[iDC] Replacing Facebook

Andreas Schiffler aschiffler at ferzkopp.net
Sat May 22 22:12:24 UTC 2010


Thanks for this link. The article has a good point, in that it will only 
work if a critical mass of users will put some effort into "owning the 
cloud" themselves (and paying for it) as compared to the corporate suits 
owning the cloud (and monetizing it via ads). Today the technical 
infrastructure is not really ready to make this possible for a mass 
audience (hence Appleseed failed and Diaspora will likely too).

What is needed technically in my view, is a personal, encrypted, 
portable virtual machine (VM) with preinstalled "seed" software 
supported by readily available hosting services or personally owned 24/7 
connected internet devices. Such VMs are the "containers" which are 
owned by the user, are portable and contain the data and the software 
that uses the data and connects it to the world.

The building blocks are actually there (linux, virtualbox, protocols, 
3G, etc.) so I think developing the software is quite doable and having 
100K+ and publicity certainly helps. But I think software alone is not 
enough to make it fly, rather it involves a physical component ... "the 
thing that makes up the drop in the cloud". Unless the Diaspora project 
addresses this technical hurdle Skype-style (= slick and simple user 
interface that "just works" everywhere) nobody but geeks will be able to 
use the software. Handing out aGPLed bootable Linux CDs just won't cut it.

One needs affordable, reliable infrastructure support for a user run 
"cloud" which is even today quite difficult to come by:
- internet connected smart-devices like the iPhone are locked down and 
generally not powerful enough to run a VM
- PCs are seldom designed to be operated as 24/7 connected devices from 
a power, noise and security point of view
- internet providers forbid personal hosting in their usage policies or 
slow p2p-type traffic when detected
- professional hosting that would be capable of running such VMs is too 
expensive and difficult to use for the average user

So yes, I think Diaspora will probably fail practically, but in some way 
succeed in creating usable software for the VM "containers" of the 
future as well as stimulating this debate.

And one more really disturbing thing: If we really want to keep control 
over our bits, we would need digital rights management (DRM) for _all_ 
the content. Because without DRM, it is virtually impossible to delete 
something from a p2p system or public cloud.
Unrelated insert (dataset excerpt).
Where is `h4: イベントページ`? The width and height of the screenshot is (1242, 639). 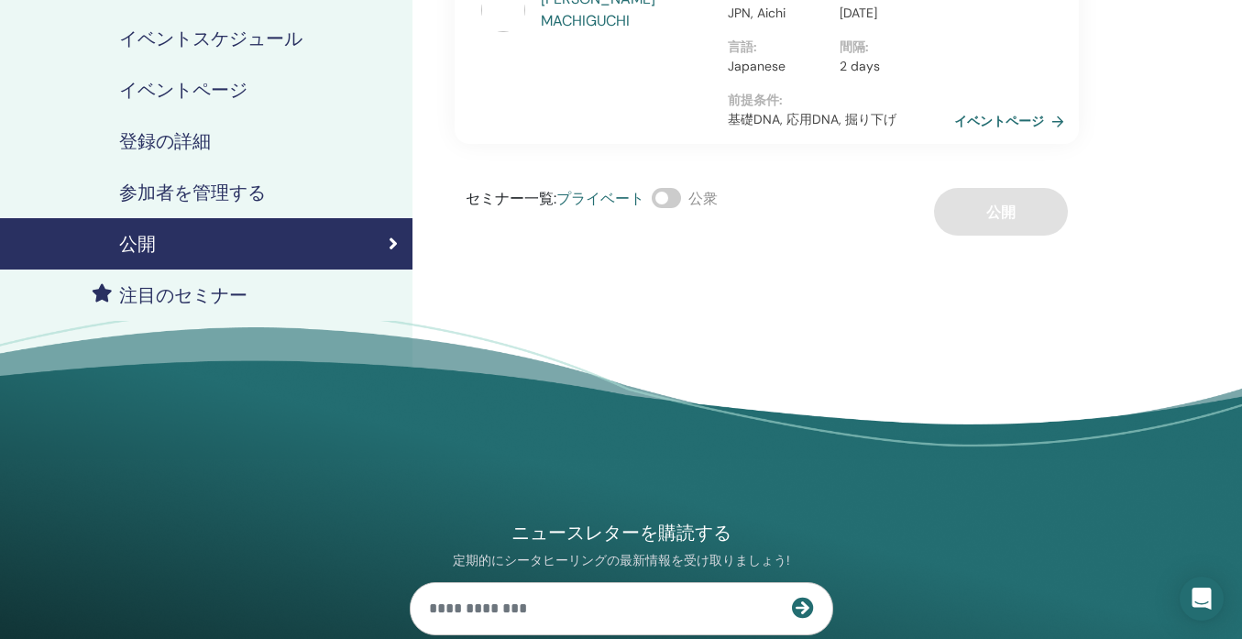 h4: イベントページ is located at coordinates (183, 90).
As an example, just search 
for your website from 1996 or later - if you had one - on the wayback 
machine (here is mine: 
http://web.archive.org/web/19961224215007/http://karlsberg.usask.ca/ ... 
in particular this homepage note is fantastic: " best viewed with a 
HTML-2.0 compatible browser like netscape 
<http://web.archive.org/web/19961224215007/http://www.netscape.com/>" lol).

--Andreas

On 5/21/10 2:21 PM, Sam Dwyer wrote:
> This may prove of interest:
>
> /Why Diaspora Will Fail/
> http://www.downloadsquad.com/2010/05/21/diaspora-social-network-fail-kickstarter-facebook
>
>
>
>
> On May 21, 2010, at 6:44 AM, Jon Ippolito wrote:
>
>>
>> On May 14, 2010, at 8:00 AM, idc-request at mailman.thing.net 
>> <mailto:idc-request at mailman.thing.net> wrote:
>>
>>> From: Andreas Schiffler:
>>>
>>> I wanted to post a quick link that would allow anyone who is fed-up 
>>> with
>>> Facebook's continuing path of commercializing the social graphs of its
>>> users to fund the development of an open source distributed replacement:
>>> http://www.kickstarter.com/projects/196017994/diaspora-the-personally-controlled-do-it-all-distr
>>>
>>> Seems like a worthy goal and technically feasible (although I admit 
>>> that
>>> I won't be donating, since I don't have a use for such a service).
>> Thanks, Andreas. I contributed, not because I have a use for 
>> Facebook, but because I have an interest in seeing it die. More 
>> background at "Your guide to the Facebook revolt of 2010":
>>
>> http://www.nmdnet.org/2010/05/18/your-guide-to-the-facebook-revolt-of-2010/
>>
>> Best,
>>
>> jon
>> ______________________________
>> Still Water--what networks need to thrive.